And we thought golf was slow

        Today’s Wall Street Journal includes an exposé of major league baseball that has nothing to do with steroids. An average baseball game, the article “Play Ball….Please” indicates, lasts 2 hours and 58 minutes, of which only about 18 minutes contains any action at all. Maybe that is an additional reason why it can be excruciating to watch a New York Mets game on television. You can read the Journal article here.

        You may have noticed that the United States Golf Association has declared war on golf’s own problem with “slow play” –- some would say “finally” -- enlisting the likes of Arnold Palmer, Annika Sorenstam and other

1/9th of a baseball game involves action; 1/39th of a game of golf involves action.

luminaries in their “While We’re Young” TV ad campaign. By the standards of inaction the Journal uses in its discussion of baseball –- for example, time between pitches, time between batters -– the pace of golf appears downright glacial. Whereas the time between batters clocks in at a total of nearly 47 minutes per game, for example, my own rough calculation is that the average time between, say, 90 shots in a four-hour round of golf is something like an aggregate 3 hours and 57 minutes. (I figured about 5 seconds per shot, hang time and the full roll of a putt included). The ratio of inaction to action in baseball is almost 9 to 1; in golf it is close to 39 to 1.

        Golfers will find that depressing, especially those “rabbits” who storm the pro shop after a 4 ½ hour round to complain about slow play. But ponder the following as you are strolling down some lush green fairway toward your tee shot a couple hundred yards away: Would you prefer to be playing golf or playing right field for some intramural team? At least when we golfers line up a 12-foot putt for par a good four or five minutes after our blast out of the bunker, having waited for our playing partners to line up their own birdie, par or bogey putts, and we eventually do strike the ball, at least we are not at a complete standstill, hand and glove on knee, waiting for a ball that may never come.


Required work: Transcribe all the entries word for word, but omit the images.

Data about app and page elements:
= Beginning of Section =

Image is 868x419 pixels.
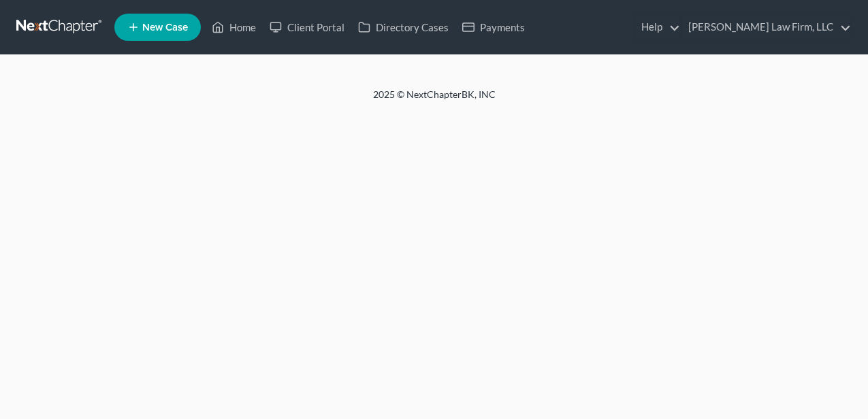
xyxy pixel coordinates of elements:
[351,15,455,40] a: Directory Cases
[263,15,351,40] a: Client Portal
[635,15,680,40] a: Help
[681,15,851,40] a: [PERSON_NAME] Law Firm, LLC
[205,15,263,40] a: Home
[46,88,823,112] div: 2025 © NextChapterBK, INC
[455,15,532,40] a: Payments
[114,13,201,40] new-legal-case-button: New Case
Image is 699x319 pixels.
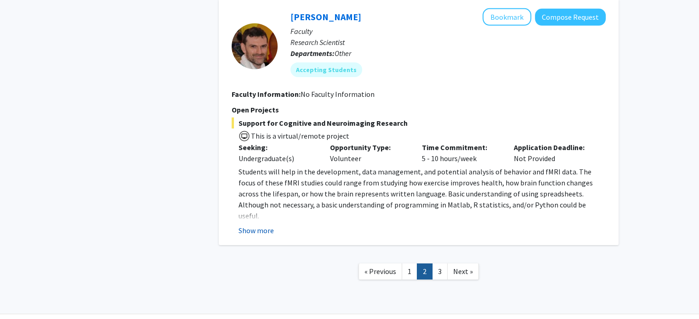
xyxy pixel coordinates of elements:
div: Volunteer [323,142,415,164]
span: Other [335,49,351,58]
p: Application Deadline: [514,142,592,153]
span: No Faculty Information [301,90,375,99]
a: 3 [432,264,448,280]
button: Show more [239,225,274,236]
mat-chip: Accepting Students [291,63,362,77]
p: Opportunity Type: [330,142,408,153]
button: Add Jeremy Purcell to Bookmarks [483,8,531,26]
a: Next [447,264,479,280]
span: This is a virtual/remote project [250,131,349,141]
div: Undergraduate(s) [239,153,317,164]
a: 1 [402,264,417,280]
div: Not Provided [507,142,599,164]
a: [PERSON_NAME] [291,11,361,23]
button: Compose Request to Jeremy Purcell [535,9,606,26]
div: 5 - 10 hours/week [415,142,507,164]
span: « Previous [365,267,396,276]
b: Departments: [291,49,335,58]
span: Support for Cognitive and Neuroimaging Research [232,118,606,129]
p: Seeking: [239,142,317,153]
span: Students will help in the development, data management, and potential analysis of behavior and fM... [239,167,593,221]
span: Next » [453,267,473,276]
p: Research Scientist [291,37,606,48]
iframe: Chat [7,278,39,313]
p: Open Projects [232,104,606,115]
b: Faculty Information: [232,90,301,99]
nav: Page navigation [219,255,619,292]
p: Time Commitment: [422,142,500,153]
p: Faculty [291,26,606,37]
a: Previous [359,264,402,280]
a: 2 [417,264,433,280]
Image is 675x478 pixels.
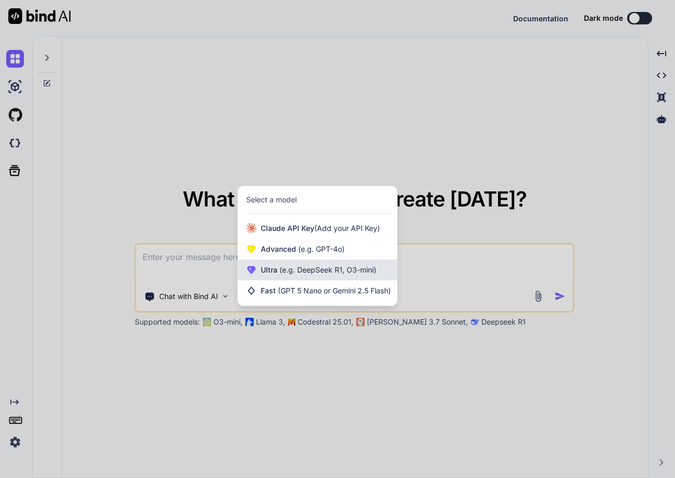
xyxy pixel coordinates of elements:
[277,265,376,274] span: (e.g. DeepSeek R1, O3-mini)
[261,244,344,254] span: Advanced
[246,195,296,205] div: Select a model
[314,224,380,232] span: (Add your API Key)
[261,286,391,296] span: Fast
[278,286,391,295] span: (GPT 5 Nano or Gemini 2.5 Flash)
[296,244,344,253] span: (e.g. GPT-4o)
[261,223,380,234] span: Claude API Key
[261,265,376,275] span: Ultra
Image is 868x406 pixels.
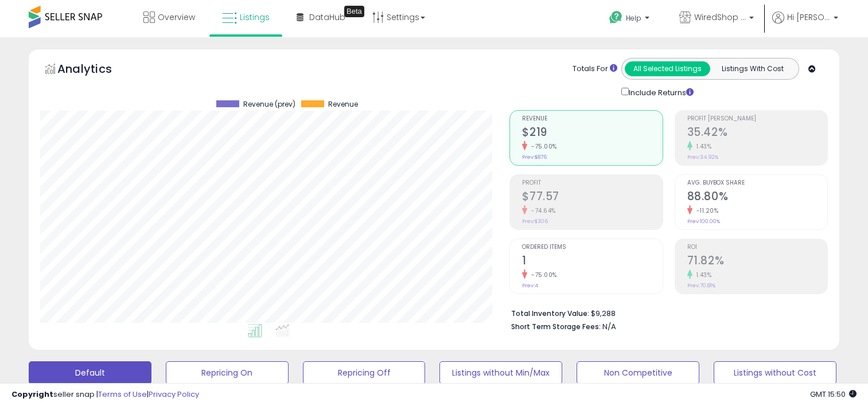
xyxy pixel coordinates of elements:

= End of Section =

Exercise response:
Image is 868x419 pixels.
xyxy pixel coordinates of elements:
[351,15,455,40] a: Directory Cases
[263,15,351,40] a: Client Portal
[635,15,680,40] a: Help
[681,15,851,40] a: [PERSON_NAME] Law Firm, LLC
[205,15,263,40] a: Home
[46,88,823,112] div: 2025 © NextChapterBK, INC
[455,15,532,40] a: Payments
[114,13,201,40] new-legal-case-button: New Case
Image is 699x319 pixels.
xyxy pixel coordinates of elements:
div: Volunteer [323,142,415,164]
span: Other [335,49,351,58]
p: Application Deadline: [514,142,592,153]
span: No Faculty Information [301,90,375,99]
a: 3 [432,264,448,280]
button: Show more [239,225,274,236]
mat-chip: Accepting Students [291,63,362,77]
p: Opportunity Type: [330,142,408,153]
button: Add Jeremy Purcell to Bookmarks [483,8,531,26]
a: Next [447,264,479,280]
span: This is a virtual/remote project [250,131,349,141]
div: Undergraduate(s) [239,153,317,164]
a: 1 [402,264,417,280]
div: Not Provided [507,142,599,164]
a: [PERSON_NAME] [291,11,361,23]
button: Compose Request to Jeremy Purcell [535,9,606,26]
div: 5 - 10 hours/week [415,142,507,164]
span: « Previous [365,267,396,276]
b: Departments: [291,49,335,58]
span: Support for Cognitive and Neuroimaging Research [232,118,606,129]
p: Seeking: [239,142,317,153]
span: Students will help in the development, data management, and potential analysis of behavior and fM... [239,167,593,221]
span: Next » [453,267,473,276]
p: Research Scientist [291,37,606,48]
iframe: Chat [7,278,39,313]
p: Open Projects [232,104,606,115]
b: Faculty Information: [232,90,301,99]
nav: Page navigation [219,255,619,292]
p: Time Commitment: [422,142,500,153]
p: Faculty [291,26,606,37]
a: Previous [359,264,402,280]
a: 2 [417,264,433,280]
Image is 675x478 pixels.
xyxy pixel coordinates of elements:
[277,265,376,274] span: (e.g. DeepSeek R1, O3-mini)
[261,244,344,254] span: Advanced
[246,195,296,205] div: Select a model
[314,224,380,232] span: (Add your API Key)
[261,286,391,296] span: Fast
[278,286,391,295] span: (GPT 5 Nano or Gemini 2.5 Flash)
[296,244,344,253] span: (e.g. GPT-4o)
[261,223,380,234] span: Claude API Key
[261,265,376,275] span: Ultra
Image is 868x406 pixels.
xyxy pixel coordinates of elements:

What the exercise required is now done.